The science of early child development encompasses the fields of neurobiology, genetics and the social sciences, including psychology, social work and medicine.
Research conducted over the past few decades gives us a much better understanding of human brain development and the impact of experience from conception onwards.
The first phase of life is one in which there are both great opportunities and great risks that can set trajectories across a lifetime. Early experiences affect how genes are expressed and how brain connections are built. Thus, early life has a long reach forward.
Neuroscience, the study of the brain and biological pathways, allows researchers to understand how the brain develops. The human brain is a jelly-like mass composed of billions of nerve cells, also called neurons, and glial cells.
Before birth, neurons in some parts of the fetal brain start to sprout axons, the long branches that carry nerve impulses away from the cell body, and dendrites, the shorter branches that receive impulses from the axons of other neurons. Synapses, the connections between neurons connect to form millions of neural pathways in our brain and in the central nervous. This system is the brain's communication system throughout the body.
At birth, a full-term baby's organs and brain structure's are fully developed, but the brain's circuitry continues to develop long after birth. During the first few years of life, this development takes place at an incredible rate, with the brain tripling in size by the time a child reaches three.
One of the most dramatic discoveries in molecular biology over the past generation involves the interplay between early experiences and environments that impacts how, where, and when genes work.
Most brain scientists no longer consider "nature vs. nurture," but instead focus on the effects of both nature and nurture. In other words, brain development is not determined solely by either genes or the environment, but rather through an interaction between the two. Epigenetics describes how environmental factors affect genetic activation and expression.
Everything in the infant environment contributes to their experience and brain development-noise, light, changes in temperature, nutrition and the touch, voice and smell of her caregivers. The quality of exchanges between caregiver and infant serves as the foundation for the infant's brain and biological systems and influences the child's subsequent mental and physical health. The relationship between caregiver and infant plays a pivotal role in the child's capacity to interact with others and influences neural pathways for language and higher cognitive functions.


Gather the lines below that include the string "Occurrence", copying each in full.
----- Data excerpts
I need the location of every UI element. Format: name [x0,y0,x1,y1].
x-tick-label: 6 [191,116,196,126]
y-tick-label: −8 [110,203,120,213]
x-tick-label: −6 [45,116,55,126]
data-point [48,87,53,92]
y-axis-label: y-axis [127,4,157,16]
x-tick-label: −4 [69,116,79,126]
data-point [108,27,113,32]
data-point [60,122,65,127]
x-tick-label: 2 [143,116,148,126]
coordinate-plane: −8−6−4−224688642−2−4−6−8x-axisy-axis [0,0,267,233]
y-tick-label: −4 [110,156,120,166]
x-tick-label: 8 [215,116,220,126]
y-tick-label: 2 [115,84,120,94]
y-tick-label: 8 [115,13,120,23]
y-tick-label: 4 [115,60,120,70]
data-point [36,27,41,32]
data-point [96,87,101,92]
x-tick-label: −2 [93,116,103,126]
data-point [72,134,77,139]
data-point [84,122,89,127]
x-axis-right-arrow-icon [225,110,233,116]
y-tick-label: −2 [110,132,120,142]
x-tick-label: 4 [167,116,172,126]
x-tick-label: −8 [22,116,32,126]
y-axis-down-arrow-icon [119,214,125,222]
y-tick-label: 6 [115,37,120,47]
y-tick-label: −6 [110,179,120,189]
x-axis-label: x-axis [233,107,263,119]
----------
----- Data excerpts
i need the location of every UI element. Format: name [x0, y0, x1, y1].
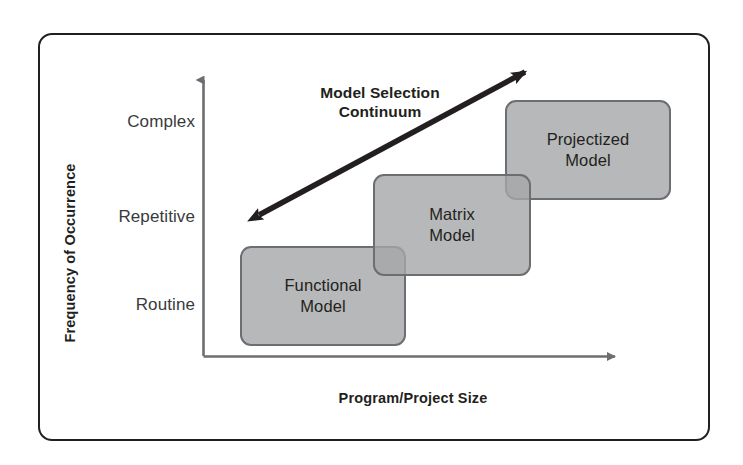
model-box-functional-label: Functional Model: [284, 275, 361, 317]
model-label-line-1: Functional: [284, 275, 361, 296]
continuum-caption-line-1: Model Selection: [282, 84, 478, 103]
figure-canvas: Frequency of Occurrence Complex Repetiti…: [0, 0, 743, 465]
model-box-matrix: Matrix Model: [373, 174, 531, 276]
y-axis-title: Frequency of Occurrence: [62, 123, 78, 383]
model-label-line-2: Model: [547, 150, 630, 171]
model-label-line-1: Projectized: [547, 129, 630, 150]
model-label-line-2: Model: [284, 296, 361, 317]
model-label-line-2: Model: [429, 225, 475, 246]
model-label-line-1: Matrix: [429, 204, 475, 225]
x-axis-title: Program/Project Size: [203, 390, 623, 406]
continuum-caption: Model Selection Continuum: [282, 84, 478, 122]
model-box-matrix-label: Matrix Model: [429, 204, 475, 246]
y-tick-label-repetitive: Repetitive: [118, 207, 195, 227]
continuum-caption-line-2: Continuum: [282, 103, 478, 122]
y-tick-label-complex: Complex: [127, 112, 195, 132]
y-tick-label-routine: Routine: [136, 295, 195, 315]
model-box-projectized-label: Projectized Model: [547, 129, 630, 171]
----------
** Solution to the problem **
figure-canvas: Frequency of Occurrence Complex Repetiti…: [0, 0, 743, 465]
y-axis-title: Frequency of Occurrence: [62, 123, 78, 383]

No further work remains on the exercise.